Fast Approximate Energy Minimization via Graph Cuts
IEEE Transactions on Pattern Analysis and Machine Intelligence
What Energy Functions Can Be Minimizedvia Graph Cuts?
IEEE Transactions on Pattern Analysis and Machine Intelligence
CVPR '05 Proceedings of the 2005 IEEE Computer Society Conference on Computer Vision and Pattern Recognition (CVPR'05) - Volume 1 - Volume 01
Convergent Tree-Reweighted Message Passing for Energy Minimization
IEEE Transactions on Pattern Analysis and Machine Intelligence
Minimizing Nonsubmodular Functions with Graph Cuts-A Review
IEEE Transactions on Pattern Analysis and Machine Intelligence
IEEE Transactions on Pattern Analysis and Machine Intelligence
Snakes, shapes, and gradient vector flow
IEEE Transactions on Image Processing
The ZπM algorithm: a method for interferometric image reconstruction in SAR/SAS
IEEE Transactions on Image Processing
Phase Unwrapping via Graph Cuts
IEEE Transactions on Image Processing
Resilient subclass discriminant analysis with application to prelens tear film interferometry
MCPR'11 Proceedings of the Third Mexican conference on Pattern recognition
Hi-index | 0.00 |
We present a novel method to solve the sign ambiguity for phase demodulation from a single interferometric image that possibly contains closed fringes.

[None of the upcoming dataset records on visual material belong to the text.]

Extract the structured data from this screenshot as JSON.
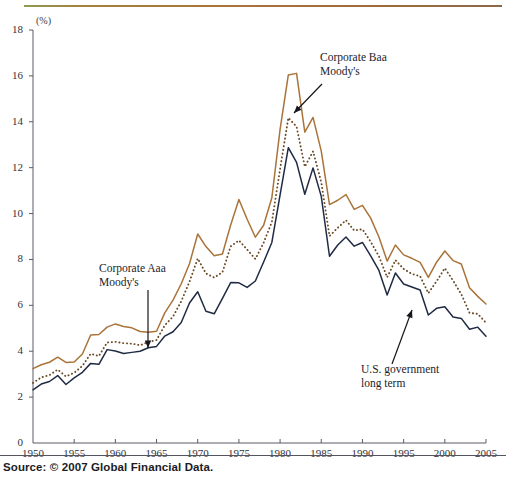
{
  "figure": {
    "unit_label": "(%)",
    "source": "Source: © 2007 Global Financial Data.",
    "rule_color": "#a9733a"
  },
  "annotations": {
    "baa": {
      "line1": "Corporate Baa",
      "line2": "Moody's"
    },
    "aaa": {
      "line1": "Corporate Aaa",
      "line2": "Moody's"
    },
    "gov": {
      "line1": "U.S. government",
      "line2": "long term"
    }
  },
  "chart_data": {
    "type": "line",
    "title": "",
    "xlabel": "",
    "ylabel": "(%)",
    "xlim": [
      1950,
      2005
    ],
    "ylim": [
      0,
      18
    ],
    "xticks": [
      1950,
      1955,
      1960,
      1965,
      1970,
      1975,
      1980,
      1985,
      1990,
      1995,
      2000,
      2005
    ],
    "yticks": [
      0,
      2,
      4,
      6,
      8,
      10,
      12,
      14,
      16,
      18
    ],
    "grid": false,
    "legend": "annotations-on-plot",
    "x": [
      1950,
      1951,
      1952,
      1953,
      1954,
      1955,
      1956,
      1957,
      1958,
      1959,
      1960,
      1961,
      1962,
      1963,
      1964,
      1965,
      1966,
      1967,
      1968,
      1969,
      1970,
      1971,
      1972,
      1973,
      1974,
      1975,
      1976,
      1977,
      1978,
      1979,
      1980,
      1981,
      1982,
      1983,
      1984,
      1985,
      1986,
      1987,
      1988,
      1989,
      1990,
      1991,
      1992,
      1993,
      1994,
      1995,
      1996,
      1997,
      1998,
      1999,
      2000,
      2001,
      2002,
      2003,
      2004,
      2005
    ],
    "series": [
      {
        "name": "Corporate Baa Moody's",
        "color": "#a9733a",
        "style": "solid",
        "values": [
          3.24,
          3.41,
          3.52,
          3.74,
          3.51,
          3.53,
          3.88,
          4.71,
          4.73,
          5.05,
          5.19,
          5.08,
          5.02,
          4.86,
          4.83,
          4.87,
          5.67,
          6.23,
          6.94,
          7.81,
          9.11,
          8.56,
          8.16,
          8.24,
          9.5,
          10.61,
          9.75,
          8.97,
          9.49,
          10.69,
          13.67,
          16.04,
          16.11,
          13.55,
          14.19,
          12.72,
          10.39,
          10.58,
          10.83,
          10.18,
          10.36,
          9.8,
          8.98,
          7.93,
          8.63,
          8.2,
          8.05,
          7.87,
          7.22,
          7.88,
          8.37,
          7.95,
          7.8,
          6.77,
          6.39,
          6.06
        ]
      },
      {
        "name": "Corporate Aaa Moody's",
        "color": "#6b4a26",
        "style": "dotted",
        "values": [
          2.62,
          2.86,
          2.96,
          3.2,
          2.9,
          3.06,
          3.36,
          3.89,
          3.79,
          4.38,
          4.41,
          4.35,
          4.33,
          4.26,
          4.4,
          4.49,
          5.13,
          5.51,
          6.18,
          7.03,
          8.04,
          7.39,
          7.21,
          7.44,
          8.57,
          8.83,
          8.43,
          8.02,
          8.73,
          9.63,
          11.94,
          14.17,
          13.79,
          12.04,
          12.71,
          11.37,
          9.02,
          9.38,
          9.71,
          9.26,
          9.32,
          8.77,
          8.14,
          7.22,
          7.97,
          7.59,
          7.37,
          7.27,
          6.53,
          7.05,
          7.62,
          7.08,
          6.49,
          5.67,
          5.63,
          5.24
        ]
      },
      {
        "name": "U.S. government long term",
        "color": "#1f2a44",
        "style": "solid",
        "values": [
          2.32,
          2.57,
          2.68,
          2.94,
          2.55,
          2.84,
          3.08,
          3.47,
          3.43,
          4.07,
          4.01,
          3.9,
          3.95,
          4.0,
          4.15,
          4.21,
          4.66,
          4.85,
          5.25,
          6.1,
          6.59,
          5.74,
          5.63,
          6.3,
          6.99,
          6.98,
          6.78,
          7.06,
          7.89,
          8.74,
          10.81,
          12.87,
          12.23,
          10.84,
          11.99,
          10.75,
          8.14,
          8.63,
          8.98,
          8.58,
          8.74,
          8.16,
          7.52,
          6.45,
          7.41,
          6.93,
          6.8,
          6.67,
          5.58,
          5.87,
          5.94,
          5.49,
          5.43,
          4.96,
          5.05,
          4.65
        ]
      }
    ]
  }
}
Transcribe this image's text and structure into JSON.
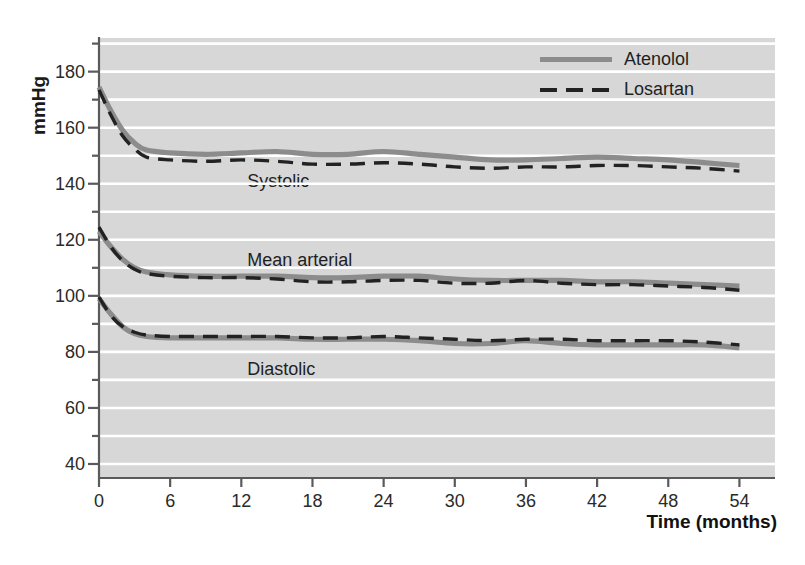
{
  "chart_data": {
    "type": "line",
    "title": "",
    "xlabel": "Time (months)",
    "ylabel": "mmHg",
    "xlim": [
      0,
      57
    ],
    "ylim": [
      35,
      192
    ],
    "grid": true,
    "grid_interval": 10,
    "legend_position": "top-right",
    "x_ticks": [
      0,
      6,
      12,
      18,
      24,
      30,
      36,
      42,
      48,
      54
    ],
    "x_tick_labels": [
      "0",
      "6",
      "12",
      "18",
      "24",
      "30",
      "36",
      "42",
      "48",
      "54"
    ],
    "y_ticks": [
      40,
      60,
      80,
      100,
      120,
      140,
      160,
      180
    ],
    "y_tick_labels": [
      "40",
      "60",
      "80",
      "100",
      "120",
      "140",
      "160",
      "180"
    ],
    "y_minor_ticks": [
      50,
      70,
      90,
      110,
      130,
      150,
      170,
      190
    ],
    "legend": [
      {
        "name": "Atenolol",
        "style": "solid",
        "color": "#8c8c8c"
      },
      {
        "name": "Losartan",
        "style": "dashed",
        "color": "#222222"
      }
    ],
    "annotations": [
      {
        "text": "Systolic",
        "x": 12.5,
        "y": 140.5
      },
      {
        "text": "Mean arterial",
        "x": 12.5,
        "y": 112.5
      },
      {
        "text": "Diastolic",
        "x": 12.5,
        "y": 73.5
      }
    ],
    "x": [
      0,
      1,
      2,
      3,
      4,
      6,
      9,
      12,
      15,
      18,
      21,
      24,
      27,
      30,
      33,
      36,
      39,
      42,
      45,
      48,
      51,
      54
    ],
    "series": [
      {
        "name": "Atenolol",
        "measure": "Systolic",
        "style": "solid",
        "color": "#8c8c8c",
        "values": [
          174.5,
          166.0,
          159.0,
          154.5,
          152.0,
          151.0,
          150.5,
          151.0,
          151.5,
          150.5,
          150.5,
          151.5,
          150.5,
          149.5,
          148.5,
          148.5,
          149.0,
          149.5,
          149.0,
          148.5,
          147.5,
          146.5
        ]
      },
      {
        "name": "Losartan",
        "measure": "Systolic",
        "style": "dashed",
        "color": "#222222",
        "values": [
          173.5,
          164.5,
          157.0,
          152.5,
          149.5,
          148.5,
          148.0,
          148.5,
          148.0,
          147.0,
          147.0,
          147.5,
          147.0,
          146.0,
          145.5,
          146.0,
          146.0,
          146.5,
          146.5,
          146.0,
          145.5,
          144.5
        ]
      },
      {
        "name": "Atenolol",
        "measure": "Mean arterial",
        "style": "solid",
        "color": "#8c8c8c",
        "values": [
          123.0,
          117.5,
          113.0,
          110.0,
          108.5,
          107.5,
          107.0,
          107.0,
          107.0,
          106.5,
          106.5,
          107.0,
          107.0,
          106.0,
          105.5,
          105.5,
          105.5,
          105.0,
          105.0,
          104.5,
          104.0,
          103.5
        ]
      },
      {
        "name": "Losartan",
        "measure": "Mean arterial",
        "style": "dashed",
        "color": "#222222",
        "values": [
          124.5,
          117.5,
          112.5,
          109.5,
          108.0,
          107.0,
          106.5,
          106.5,
          106.0,
          105.0,
          105.0,
          105.5,
          105.5,
          104.5,
          104.5,
          105.5,
          104.5,
          104.0,
          104.0,
          103.5,
          103.0,
          102.0
        ]
      },
      {
        "name": "Atenolol",
        "measure": "Diastolic",
        "style": "solid",
        "color": "#8c8c8c",
        "values": [
          99.0,
          93.5,
          89.0,
          86.5,
          85.5,
          85.0,
          85.0,
          85.0,
          85.0,
          84.5,
          84.5,
          84.5,
          84.0,
          83.0,
          83.0,
          84.0,
          83.0,
          82.5,
          82.5,
          82.5,
          82.5,
          81.5
        ]
      },
      {
        "name": "Losartan",
        "measure": "Diastolic",
        "style": "dashed",
        "color": "#222222",
        "values": [
          99.5,
          93.0,
          89.0,
          87.0,
          86.0,
          85.5,
          85.5,
          85.5,
          85.5,
          85.0,
          85.0,
          85.5,
          85.0,
          84.5,
          84.0,
          84.5,
          84.5,
          84.0,
          84.0,
          84.0,
          83.5,
          82.5
        ]
      }
    ]
  },
  "axes": {
    "y_title": "mmHg",
    "x_title": "Time (months)"
  }
}
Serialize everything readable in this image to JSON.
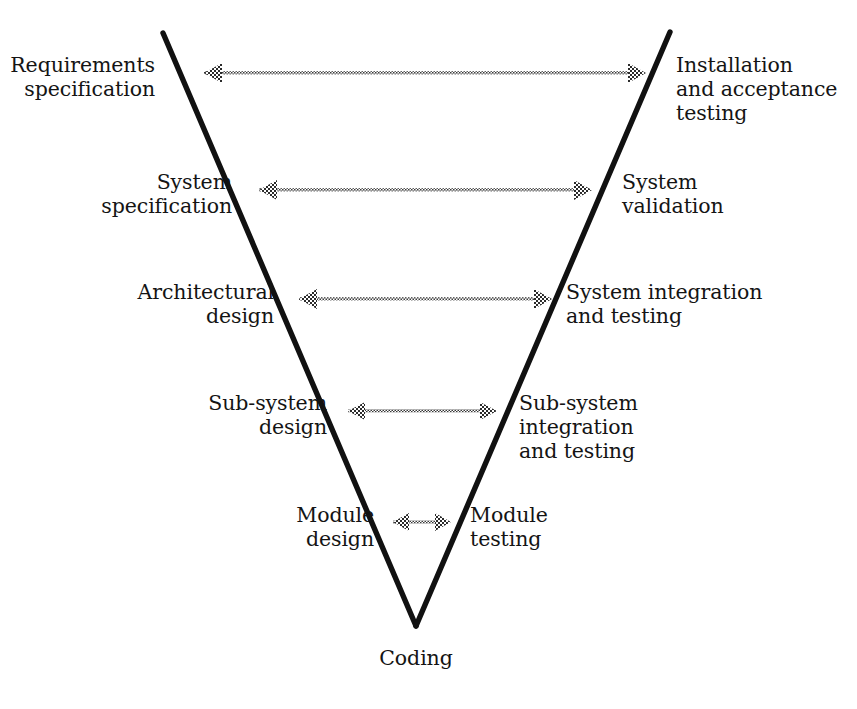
{
  "diagram": {
    "type": "v-model",
    "line_color": "#111111",
    "arrow_color": "#555555",
    "background_color": "#ffffff",
    "vertex_label": "Coding",
    "left_branch_name": "verification-specification-design",
    "right_branch_name": "validation-testing",
    "rows": [
      {
        "index": 1,
        "left_label": "Requirements\nspecification",
        "right_label": "Installation\nand acceptance\ntesting",
        "arrow": "double-headed-dotted",
        "arrow_y": 73,
        "arrow_x_start": 186,
        "arrow_x_end": 646
      },
      {
        "index": 2,
        "left_label": "System\nspecification",
        "right_label": "System\nvalidation",
        "arrow": "double-headed-dotted",
        "arrow_y": 190,
        "arrow_x_start": 241,
        "arrow_x_end": 592
      },
      {
        "index": 3,
        "left_label": "Architectural\ndesign",
        "right_label": "System integration\nand testing",
        "arrow": "double-headed-dotted",
        "arrow_y": 299,
        "arrow_x_start": 281,
        "arrow_x_end": 552
      },
      {
        "index": 4,
        "left_label": "Sub-system\ndesign",
        "right_label": "Sub-system\nintegration\nand testing",
        "arrow": "double-headed-dotted",
        "arrow_y": 411,
        "arrow_x_start": 331,
        "arrow_x_end": 497
      },
      {
        "index": 5,
        "left_label": "Module\ndesign",
        "right_label": "Module\ntesting",
        "arrow": "double-headed-dotted",
        "arrow_y": 522,
        "arrow_x_start": 378,
        "arrow_x_end": 451
      }
    ],
    "geometry": {
      "left_top_x": 163,
      "left_top_y": 33,
      "right_top_x": 670,
      "right_top_y": 32,
      "vertex_x": 416,
      "vertex_y": 626,
      "stroke_width": 5.2
    }
  }
}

The problem is formulated in a Markov random field (MRF) energy minimization framework with the assumption of phase gradient orientation continuity. The binary pairwise objective function is non-submodular and therefore its minimization is an NP-hard problem, for which we devise a multigrid hierarchy of quadratic pseudoboolean optimization problems that can be improved iteratively to approximate the optimal solution. We name the method MSARI algorithm, for Markov based sign ambiguity resolution in interferometry. Compared with traditional path-following phase demodulation methods, the new approach does not require any heuristic scanning strategy, is not subject to the propagation of error, and the extension to three dimensional fringe patterns is straightforward. A set of experiments with synthetic data and real prelens tear film interferometric images of the human eye demonstrate the effectiveness and robustness of the proposed algorithm as compared with existing state-of-the-art phase demodulation methods.